The Accidental Creative: How to Be Brilliant at a Moment's Notice
Todd Henry - 2011
It isn't enough to just do your job anymore. In order to thrive in today's marketplace, all of us-even the accountants-have to be ready to generate brilliant ideas on demand. Business creativity expert Todd Henry explains how to establish effective practices that unleash your creative potential. Born out of his consultancy and his popular podcast, Henry has created a practical method for discovering your personal creative rhythm. He focuses on five key elements: *Focus: Begin with your end goal in mind. *Relationships: Build stimulating relationships and ideas will follow. *Energy: Manage it as your most valuable resource. *Stimuli: Structure the right "inputs" to maximize creative output. *Hours: Focus on effectiveness, not efficiency. This is a guide for staying inspired and experiencing greater creative productivity than you ever imagined possible.
The Thank You Economy
Gary Vaynerchuk - 2010
In this groundbreaking follow-up to the bestselling Crush It!, Vaynerchuk—one of Bloomberg Businessweek’s “20 People Every Entrepreneur Should Follow”—looks beyond a numbers-based analysis to explore the value of social interactions in building our economy.
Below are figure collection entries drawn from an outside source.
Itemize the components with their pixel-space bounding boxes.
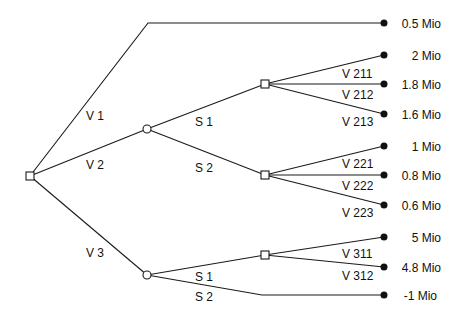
label-v212: V 212: [342, 88, 374, 102]
terminal-node-v223: [381, 202, 388, 209]
branch-labels: V 1 V 2 V 3 S 1 S 2 S 1 S 2 V 211 V 212 …: [86, 67, 374, 304]
decision-node-d2: [261, 171, 269, 179]
label-v3: V 3: [86, 246, 104, 260]
label-s2-top: S 2: [195, 161, 213, 175]
terminal-node-v211: [381, 52, 388, 59]
label-v1: V 1: [86, 109, 104, 123]
outcome-v222: 0.8 Mio: [402, 169, 442, 183]
outcome-v1: 0.5 Mio: [402, 17, 442, 31]
label-s1-top: S 1: [195, 115, 213, 129]
outcome-values: 0.5 Mio 2 Mio 1.8 Mio 1.6 Mio 1 Mio 0.8 …: [402, 17, 442, 303]
terminal-node-s2-bot: [381, 292, 388, 299]
outcome-s2-bot: -1 Mio: [404, 289, 438, 303]
edges: [30, 23, 384, 295]
chance-node-v3: [143, 271, 151, 279]
decision-tree-diagram: V 1 V 2 V 3 S 1 S 2 S 1 S 2 V 211 V 212 …: [0, 0, 464, 320]
terminal-node-v221: [381, 143, 388, 150]
outcome-v312: 4.8 Mio: [402, 261, 442, 275]
label-v223: V 223: [342, 206, 374, 220]
label-v2: V 2: [86, 158, 104, 172]
outcome-v211: 2 Mio: [412, 49, 442, 63]
edge-v3: [30, 176, 147, 275]
outcome-v221: 1 Mio: [412, 140, 442, 154]
terminal-node-v212: [381, 81, 388, 88]
terminal-node-v312: [381, 264, 388, 271]
label-v311: V 311: [342, 247, 373, 261]
terminal-node-v213: [381, 111, 388, 118]
root-decision-node: [26, 172, 34, 180]
label-s1-bot: S 1: [195, 270, 213, 284]
terminal-node-v1: [381, 20, 388, 27]
label-v211: V 211: [342, 67, 373, 81]
outcome-v311: 5 Mio: [412, 231, 442, 245]
label-v222: V 222: [342, 179, 374, 193]
label-s2-bot: S 2: [195, 290, 213, 304]
terminal-node-v311: [381, 234, 388, 241]
outcome-v212: 1.8 Mio: [402, 78, 442, 92]
edge-v1: [30, 23, 384, 176]
outcome-v223: 0.6 Mio: [402, 199, 442, 213]
nodes: [26, 80, 269, 279]
decision-node-d3: [261, 251, 269, 259]
terminal-node-v222: [381, 172, 388, 179]
chance-node-v2: [143, 125, 151, 133]
label-v221: V 221: [342, 157, 374, 171]
label-v213: V 213: [342, 115, 374, 129]
label-v312: V 312: [342, 269, 374, 283]
outcome-v213: 1.6 Mio: [402, 108, 442, 122]
terminal-nodes: [381, 20, 388, 299]
decision-node-d1: [261, 80, 269, 88]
Bedtime Stories for Managers: Farewell, Lofty Leadership . . . Welcome, Engaging Management
Henry Mintzberg - 2019
(There is a cow, but it doesn't jump.) Henry Mintzberg has culled forty-two of the best posts from his widely read blog and turned them into a deceptively light, sneakily serious compendium of sometimes heretical reflections on management.The moral here is this: managers need to leave their castles and find out what's actually going on in their kingdoms. And like real bedtime stories, these essays have metaphors galore. So prepare to grow strategies like weeds and organize like a cow. Discover the maestro myth of managing, find the soft underbelly of hard data, and learn why downsizing is bloodletting and your board should be a bee. Mintzberg writes, Just try not to be outraged by anything you read, because some of my most outrageous ideas turn out to be my best. They just take a while to become obvious.